In the other game last Sunday, McNabb’s quarterback contributions for Philadelphia were less spectacular but a great deal more meaningful. For, that day, McNabb was struggling under uncommon pressure. He was the leader of a group of distressed athletes who had lost the last three NFC title games, who had lost their greatest player (wide receiver Terrell Owens), who lacked a Dillon-type or Bettis-type back, who had lost face in one of the country’s most rabid sports communities, and who seemed to be falling apart in the third quarter — when they couldn’t score the sealing touchdown even after getting a turnover at the Atlanta 10-yard line — and all this on top of the pressures that had been on McNabb all his adult life.

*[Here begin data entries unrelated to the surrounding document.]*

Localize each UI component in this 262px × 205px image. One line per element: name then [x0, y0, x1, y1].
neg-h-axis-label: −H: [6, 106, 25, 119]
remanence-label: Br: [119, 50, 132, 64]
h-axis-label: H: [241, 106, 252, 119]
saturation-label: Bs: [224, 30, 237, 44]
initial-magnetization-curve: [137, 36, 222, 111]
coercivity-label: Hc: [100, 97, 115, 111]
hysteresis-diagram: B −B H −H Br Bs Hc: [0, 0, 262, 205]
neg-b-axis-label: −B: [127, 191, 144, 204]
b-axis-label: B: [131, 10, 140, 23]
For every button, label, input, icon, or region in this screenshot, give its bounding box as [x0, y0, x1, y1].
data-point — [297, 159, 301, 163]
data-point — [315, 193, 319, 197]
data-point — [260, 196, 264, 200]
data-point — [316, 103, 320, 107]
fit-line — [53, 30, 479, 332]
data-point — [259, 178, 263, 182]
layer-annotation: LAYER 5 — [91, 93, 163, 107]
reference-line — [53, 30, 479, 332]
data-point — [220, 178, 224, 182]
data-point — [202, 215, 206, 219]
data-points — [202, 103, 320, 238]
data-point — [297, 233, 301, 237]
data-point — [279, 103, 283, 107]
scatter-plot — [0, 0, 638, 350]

On a spot like that, entering the fourth quarter of a close game, you or I would have had the shakes. But McNabb pulled himself together — after the nervousness of the third quarter — and in 12 trouble-free plays of the fourth quarter coolly drove the Eagles 65 yards to the touchdown they had to have. In third-down predicaments on that drive, he completed three of three passes, the third for the touchdown.

This has so far been McNabb’s best season. He has after all these years learned how to unload straight passes fast. And when the Eagle system permits, he can throw Brady-like bombs. A Super Bowl with McNabb vs. Brady? That could be some game.